It was the “bombshell” that mother Sally West didn’t see coming.
Her Year 12 son, Harrison, had gone back to school for his final term with all of his friends.
Three weeks in, he called her with some news.
“I think I want to go to university next year,” he said, not having mentioned the idea previously.
Though Ms West was happy her youngest son had decided what he wanted to do when he finished, there was one major red flag waving through her mind – where would they find the money.
“It was something that we hadn’t actually factored into,” Ms West admitted.
She and her husband run a 4046-hectare grain and cattle property, Southbend, near Arcadia Valley in the Central Highlands.
If Harrison was to study a Bachelor of Agribusiness, he would likely attend the University of new England at Armidale or the Emerald Agricultural College.
Either way, like many bush students wishing to pursue a tertiary education required him to leave home and live independently of his family.
Ms West is very concerned about how he’d “struggle” to balance study and demanding work commitments.
It was only the Monday before the ICPA conference she visited their accountant to discuss options.
“If your kids have made the choice to go to university you want them to be able to do the best they can. If they’ve got to be thinking about how they are going to pay for food and university fees and everything,” she said.
“And so you want to take as much stress away so they can get through university without having to worry about making ends meet.
“It just puts extra emphasis on what we have to do as parents while we’re dealing with commodities and drought and everything else. It places a lot of pressure on the family unit.”
Ms West is not alone.
She was one of a number of people who spoke up in support of a motion to back the “Federal Council’s efforts in lobbying the relevant federal ministers to recognise that all rural and remote students should be automatically eligible for the Tertiary Access Allowance.”
Federal ICPA president Wendy Hick, Camooweal, is hopeful a desired outcome is near.
She said the 2015/16 federal budget had some recommendations that will see the removal of the families asset test as well as the means test when children are applying for youth allowance.
“We’ve heard that that should actually be voted on soon in parliament and we’ve heard that there’s been no opposition to that so it looks like those changes might come through,” Ms Hick said.
If passed, she said it would be a “huge development for our rural and remote children because that actual assets and means test is one of the huge stumbling blocks our kids face when we talk about tertiary education; particularly in times of drought.”
“Families on the land tend to be assets rich, income poor,” she added.
So it’s a difficult thing for them because you can’t sell the tyre of the tractor to pay for their way through.”
If an individual is not eligible for youth allowance, they were also ruled out of a number of other scholarships and bursaries in many cases Ms Hick said.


WHAT TO DO: From the listing below, reproduce word for word the part that opens with the line containing "Image is 868x466 pixels." and closes with the line containing "Image is 724x728 pixels."; reproduce nothing else.

INPUT FOR THIS TASK:
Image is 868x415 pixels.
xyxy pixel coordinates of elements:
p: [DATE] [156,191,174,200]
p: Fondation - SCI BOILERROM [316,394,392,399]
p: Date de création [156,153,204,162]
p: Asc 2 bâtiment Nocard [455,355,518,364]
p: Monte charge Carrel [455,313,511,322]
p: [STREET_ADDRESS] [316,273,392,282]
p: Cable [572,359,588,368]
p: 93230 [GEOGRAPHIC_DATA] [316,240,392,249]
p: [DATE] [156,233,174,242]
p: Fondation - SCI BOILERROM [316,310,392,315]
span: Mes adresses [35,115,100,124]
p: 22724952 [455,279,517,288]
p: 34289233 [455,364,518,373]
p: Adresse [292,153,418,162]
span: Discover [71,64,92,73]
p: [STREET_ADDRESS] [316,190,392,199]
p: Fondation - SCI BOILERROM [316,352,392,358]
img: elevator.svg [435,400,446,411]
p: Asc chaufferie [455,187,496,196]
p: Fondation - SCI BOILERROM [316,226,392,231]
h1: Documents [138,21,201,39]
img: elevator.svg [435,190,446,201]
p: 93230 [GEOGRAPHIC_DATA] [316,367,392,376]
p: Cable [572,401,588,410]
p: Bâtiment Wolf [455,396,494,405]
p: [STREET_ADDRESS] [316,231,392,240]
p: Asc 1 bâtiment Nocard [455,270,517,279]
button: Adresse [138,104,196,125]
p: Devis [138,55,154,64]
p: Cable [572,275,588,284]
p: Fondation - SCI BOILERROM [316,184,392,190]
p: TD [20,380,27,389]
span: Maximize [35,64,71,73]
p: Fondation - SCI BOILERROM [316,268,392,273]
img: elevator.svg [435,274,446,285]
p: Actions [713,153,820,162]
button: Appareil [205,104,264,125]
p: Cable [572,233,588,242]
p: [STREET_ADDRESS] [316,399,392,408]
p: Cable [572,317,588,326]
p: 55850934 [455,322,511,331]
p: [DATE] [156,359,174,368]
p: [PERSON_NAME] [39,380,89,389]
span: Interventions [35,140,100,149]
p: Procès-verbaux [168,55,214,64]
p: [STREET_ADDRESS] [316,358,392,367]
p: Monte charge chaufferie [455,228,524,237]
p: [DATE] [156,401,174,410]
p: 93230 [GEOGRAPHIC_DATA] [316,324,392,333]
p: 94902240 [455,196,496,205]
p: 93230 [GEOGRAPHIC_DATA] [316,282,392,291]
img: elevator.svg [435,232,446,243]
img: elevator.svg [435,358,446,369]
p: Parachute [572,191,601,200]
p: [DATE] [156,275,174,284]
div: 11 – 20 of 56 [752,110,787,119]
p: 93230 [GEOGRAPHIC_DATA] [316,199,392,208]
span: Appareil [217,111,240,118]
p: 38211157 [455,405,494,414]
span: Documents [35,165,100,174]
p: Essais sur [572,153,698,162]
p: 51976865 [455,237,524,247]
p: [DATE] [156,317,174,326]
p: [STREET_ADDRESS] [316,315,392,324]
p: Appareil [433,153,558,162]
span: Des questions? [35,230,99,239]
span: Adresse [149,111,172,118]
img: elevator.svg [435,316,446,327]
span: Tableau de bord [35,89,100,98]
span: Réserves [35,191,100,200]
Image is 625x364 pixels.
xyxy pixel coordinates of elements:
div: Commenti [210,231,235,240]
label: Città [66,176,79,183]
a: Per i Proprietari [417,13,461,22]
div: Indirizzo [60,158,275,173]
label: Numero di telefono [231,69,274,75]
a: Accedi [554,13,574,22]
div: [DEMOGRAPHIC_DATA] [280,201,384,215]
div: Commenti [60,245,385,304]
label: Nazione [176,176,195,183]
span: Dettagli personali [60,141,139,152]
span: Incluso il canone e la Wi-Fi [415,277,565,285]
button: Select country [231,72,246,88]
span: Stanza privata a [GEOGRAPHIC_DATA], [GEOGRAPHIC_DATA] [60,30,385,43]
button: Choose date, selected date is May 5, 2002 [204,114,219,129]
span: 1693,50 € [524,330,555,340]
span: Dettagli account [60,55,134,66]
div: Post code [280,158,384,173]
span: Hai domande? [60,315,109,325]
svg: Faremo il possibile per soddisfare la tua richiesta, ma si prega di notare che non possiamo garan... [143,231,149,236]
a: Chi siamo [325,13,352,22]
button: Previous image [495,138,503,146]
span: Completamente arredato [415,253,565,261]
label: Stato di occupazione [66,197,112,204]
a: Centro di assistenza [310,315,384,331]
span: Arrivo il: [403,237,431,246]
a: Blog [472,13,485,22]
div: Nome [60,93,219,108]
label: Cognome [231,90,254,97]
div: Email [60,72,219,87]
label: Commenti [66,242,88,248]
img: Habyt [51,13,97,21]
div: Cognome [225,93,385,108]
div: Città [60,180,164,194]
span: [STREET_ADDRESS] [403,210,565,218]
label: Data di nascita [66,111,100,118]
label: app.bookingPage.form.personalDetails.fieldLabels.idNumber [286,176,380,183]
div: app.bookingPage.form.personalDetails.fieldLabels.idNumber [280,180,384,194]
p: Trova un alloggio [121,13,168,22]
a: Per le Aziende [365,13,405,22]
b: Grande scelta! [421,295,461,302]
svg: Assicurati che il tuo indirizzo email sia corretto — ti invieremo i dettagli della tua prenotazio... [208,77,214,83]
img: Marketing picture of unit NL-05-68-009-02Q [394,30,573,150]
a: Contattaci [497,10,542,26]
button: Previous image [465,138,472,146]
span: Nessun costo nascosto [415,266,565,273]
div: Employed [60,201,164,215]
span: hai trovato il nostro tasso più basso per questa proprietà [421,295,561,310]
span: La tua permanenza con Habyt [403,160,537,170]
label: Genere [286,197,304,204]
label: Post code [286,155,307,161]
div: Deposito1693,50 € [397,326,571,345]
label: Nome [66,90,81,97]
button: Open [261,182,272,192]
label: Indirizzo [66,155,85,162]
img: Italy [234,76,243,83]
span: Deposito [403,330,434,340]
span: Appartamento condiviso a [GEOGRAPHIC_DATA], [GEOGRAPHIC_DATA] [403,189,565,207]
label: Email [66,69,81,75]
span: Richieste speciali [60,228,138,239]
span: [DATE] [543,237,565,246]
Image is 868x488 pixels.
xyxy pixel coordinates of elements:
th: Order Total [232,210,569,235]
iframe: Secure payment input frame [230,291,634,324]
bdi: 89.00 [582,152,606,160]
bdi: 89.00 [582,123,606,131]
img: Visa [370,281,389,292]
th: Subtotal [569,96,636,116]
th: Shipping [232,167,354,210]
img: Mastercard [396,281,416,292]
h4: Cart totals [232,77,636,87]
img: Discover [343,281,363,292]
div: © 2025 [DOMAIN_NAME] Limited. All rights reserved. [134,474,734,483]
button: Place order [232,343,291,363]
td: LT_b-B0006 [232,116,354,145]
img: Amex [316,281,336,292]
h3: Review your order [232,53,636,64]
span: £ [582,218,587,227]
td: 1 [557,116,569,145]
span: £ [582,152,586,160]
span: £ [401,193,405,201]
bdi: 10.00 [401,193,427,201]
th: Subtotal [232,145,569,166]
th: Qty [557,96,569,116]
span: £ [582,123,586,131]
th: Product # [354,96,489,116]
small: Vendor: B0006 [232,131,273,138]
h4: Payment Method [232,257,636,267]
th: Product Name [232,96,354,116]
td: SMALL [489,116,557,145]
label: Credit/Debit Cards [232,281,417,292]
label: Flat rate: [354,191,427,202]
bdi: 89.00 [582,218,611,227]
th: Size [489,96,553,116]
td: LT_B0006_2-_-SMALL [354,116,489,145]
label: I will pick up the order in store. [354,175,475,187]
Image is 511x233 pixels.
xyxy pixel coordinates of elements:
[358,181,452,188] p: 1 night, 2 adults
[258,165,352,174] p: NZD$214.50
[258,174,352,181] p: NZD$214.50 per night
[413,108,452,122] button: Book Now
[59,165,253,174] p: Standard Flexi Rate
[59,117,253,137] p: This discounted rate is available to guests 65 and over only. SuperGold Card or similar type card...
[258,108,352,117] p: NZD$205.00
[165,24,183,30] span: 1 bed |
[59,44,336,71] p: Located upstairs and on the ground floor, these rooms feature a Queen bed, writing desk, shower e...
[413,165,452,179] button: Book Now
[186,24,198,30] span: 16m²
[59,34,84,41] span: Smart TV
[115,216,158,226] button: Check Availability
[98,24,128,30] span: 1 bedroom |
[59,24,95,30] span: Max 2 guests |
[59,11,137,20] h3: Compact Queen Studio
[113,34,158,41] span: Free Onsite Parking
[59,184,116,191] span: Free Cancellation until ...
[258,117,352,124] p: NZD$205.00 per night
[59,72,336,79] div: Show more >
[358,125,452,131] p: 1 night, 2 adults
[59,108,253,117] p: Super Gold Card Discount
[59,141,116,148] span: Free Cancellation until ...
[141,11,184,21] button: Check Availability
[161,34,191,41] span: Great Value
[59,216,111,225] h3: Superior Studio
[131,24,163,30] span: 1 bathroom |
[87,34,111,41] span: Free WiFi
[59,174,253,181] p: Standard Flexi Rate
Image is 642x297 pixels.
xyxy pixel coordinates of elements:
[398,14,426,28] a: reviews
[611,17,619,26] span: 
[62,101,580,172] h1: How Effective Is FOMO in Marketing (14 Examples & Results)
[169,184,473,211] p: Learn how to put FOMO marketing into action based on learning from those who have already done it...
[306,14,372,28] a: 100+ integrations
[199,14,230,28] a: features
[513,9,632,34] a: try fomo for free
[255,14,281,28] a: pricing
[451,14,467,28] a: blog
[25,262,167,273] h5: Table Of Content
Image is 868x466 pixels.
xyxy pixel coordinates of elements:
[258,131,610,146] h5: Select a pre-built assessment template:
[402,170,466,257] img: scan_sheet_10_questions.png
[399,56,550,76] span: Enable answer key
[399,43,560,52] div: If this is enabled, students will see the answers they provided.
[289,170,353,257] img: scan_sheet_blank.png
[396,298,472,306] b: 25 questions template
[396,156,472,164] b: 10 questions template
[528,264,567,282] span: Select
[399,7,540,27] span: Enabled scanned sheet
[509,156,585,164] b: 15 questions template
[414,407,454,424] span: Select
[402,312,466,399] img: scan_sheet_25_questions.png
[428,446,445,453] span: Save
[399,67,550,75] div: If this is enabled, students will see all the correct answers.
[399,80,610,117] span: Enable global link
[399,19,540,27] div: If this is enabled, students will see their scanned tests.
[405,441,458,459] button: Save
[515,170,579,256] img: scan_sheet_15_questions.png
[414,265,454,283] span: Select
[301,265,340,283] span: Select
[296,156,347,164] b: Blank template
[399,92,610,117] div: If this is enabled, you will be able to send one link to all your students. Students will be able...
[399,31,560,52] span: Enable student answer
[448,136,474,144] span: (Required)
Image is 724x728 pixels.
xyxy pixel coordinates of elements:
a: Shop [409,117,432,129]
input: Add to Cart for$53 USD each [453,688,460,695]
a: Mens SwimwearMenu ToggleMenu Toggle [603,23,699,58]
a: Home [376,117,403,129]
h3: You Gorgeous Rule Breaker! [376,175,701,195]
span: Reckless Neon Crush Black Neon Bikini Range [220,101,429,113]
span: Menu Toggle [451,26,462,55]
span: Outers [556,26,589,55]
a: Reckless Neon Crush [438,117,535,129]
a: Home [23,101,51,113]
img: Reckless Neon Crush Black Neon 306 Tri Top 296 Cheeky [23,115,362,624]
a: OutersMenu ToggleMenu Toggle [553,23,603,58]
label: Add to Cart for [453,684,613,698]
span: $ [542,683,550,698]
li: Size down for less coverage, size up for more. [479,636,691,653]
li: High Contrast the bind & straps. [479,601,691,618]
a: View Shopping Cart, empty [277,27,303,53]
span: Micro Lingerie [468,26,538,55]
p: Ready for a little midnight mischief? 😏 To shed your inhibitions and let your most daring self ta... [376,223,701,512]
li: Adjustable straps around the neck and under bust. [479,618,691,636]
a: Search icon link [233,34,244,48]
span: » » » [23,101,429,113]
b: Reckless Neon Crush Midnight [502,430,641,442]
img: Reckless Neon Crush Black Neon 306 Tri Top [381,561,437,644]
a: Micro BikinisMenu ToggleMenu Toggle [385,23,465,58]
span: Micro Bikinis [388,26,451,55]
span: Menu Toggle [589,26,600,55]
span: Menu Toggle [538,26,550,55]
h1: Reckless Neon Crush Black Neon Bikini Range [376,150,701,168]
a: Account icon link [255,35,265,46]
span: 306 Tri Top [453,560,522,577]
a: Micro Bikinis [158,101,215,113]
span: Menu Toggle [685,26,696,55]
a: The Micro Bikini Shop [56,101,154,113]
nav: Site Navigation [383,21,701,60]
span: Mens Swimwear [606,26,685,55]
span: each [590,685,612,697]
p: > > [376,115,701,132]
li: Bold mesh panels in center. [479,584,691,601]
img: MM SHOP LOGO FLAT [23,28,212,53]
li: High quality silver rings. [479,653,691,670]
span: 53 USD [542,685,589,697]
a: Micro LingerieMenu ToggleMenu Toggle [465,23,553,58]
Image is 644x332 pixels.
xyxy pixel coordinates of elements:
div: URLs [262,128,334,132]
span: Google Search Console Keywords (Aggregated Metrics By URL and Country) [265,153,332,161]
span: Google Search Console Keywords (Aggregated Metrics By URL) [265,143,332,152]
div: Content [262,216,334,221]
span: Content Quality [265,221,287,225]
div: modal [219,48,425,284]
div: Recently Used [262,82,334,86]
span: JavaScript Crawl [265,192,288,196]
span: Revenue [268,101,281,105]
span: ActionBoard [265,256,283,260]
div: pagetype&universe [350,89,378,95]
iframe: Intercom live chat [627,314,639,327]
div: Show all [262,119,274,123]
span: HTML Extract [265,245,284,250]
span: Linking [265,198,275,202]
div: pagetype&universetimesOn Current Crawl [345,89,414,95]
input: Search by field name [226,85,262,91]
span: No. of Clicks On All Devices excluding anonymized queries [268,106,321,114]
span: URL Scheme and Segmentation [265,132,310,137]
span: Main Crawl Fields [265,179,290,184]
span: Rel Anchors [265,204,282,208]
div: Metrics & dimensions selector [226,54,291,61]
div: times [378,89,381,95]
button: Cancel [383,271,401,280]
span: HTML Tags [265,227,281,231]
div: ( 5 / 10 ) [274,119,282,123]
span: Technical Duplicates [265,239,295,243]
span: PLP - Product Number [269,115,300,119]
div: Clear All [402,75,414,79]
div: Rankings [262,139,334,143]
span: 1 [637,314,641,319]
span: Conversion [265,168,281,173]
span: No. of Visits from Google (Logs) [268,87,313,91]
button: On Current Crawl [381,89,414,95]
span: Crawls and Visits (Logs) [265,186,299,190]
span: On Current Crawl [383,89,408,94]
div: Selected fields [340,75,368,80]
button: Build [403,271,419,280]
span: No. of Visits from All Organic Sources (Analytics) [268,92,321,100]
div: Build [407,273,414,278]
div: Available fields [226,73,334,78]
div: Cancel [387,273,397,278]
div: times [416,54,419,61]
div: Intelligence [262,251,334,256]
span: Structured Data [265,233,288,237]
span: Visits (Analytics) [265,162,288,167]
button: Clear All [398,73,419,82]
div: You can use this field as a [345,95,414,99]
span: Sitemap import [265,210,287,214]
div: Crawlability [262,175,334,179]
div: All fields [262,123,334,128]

SOLUTION TO THIS EXERCISE:
Image is 868x466 pixels.
xyxy pixel coordinates of elements:
[258,131,610,146] h5: Select a pre-built assessment template:
[402,170,466,257] img: scan_sheet_10_questions.png
[399,56,550,76] span: Enable answer key
[399,43,560,52] div: If this is enabled, students will see the answers they provided.
[289,170,353,257] img: scan_sheet_blank.png
[396,298,472,306] b: 25 questions template
[396,156,472,164] b: 10 questions template
[528,264,567,282] span: Select
[399,7,540,27] span: Enabled scanned sheet
[509,156,585,164] b: 15 questions template
[414,407,454,424] span: Select
[402,312,466,399] img: scan_sheet_25_questions.png
[428,446,445,453] span: Save
[399,67,550,75] div: If this is enabled, students will see all the correct answers.
[399,80,610,117] span: Enable global link
[399,19,540,27] div: If this is enabled, students will see their scanned tests.
[405,441,458,459] button: Save
[515,170,579,256] img: scan_sheet_15_questions.png
[414,265,454,283] span: Select
[301,265,340,283] span: Select
[296,156,347,164] b: Blank template
[399,92,610,117] div: If this is enabled, you will be able to send one link to all your students. Students will be able...
[399,31,560,52] span: Enable student answer
[448,136,474,144] span: (Required)
Image is 724x728 pixels.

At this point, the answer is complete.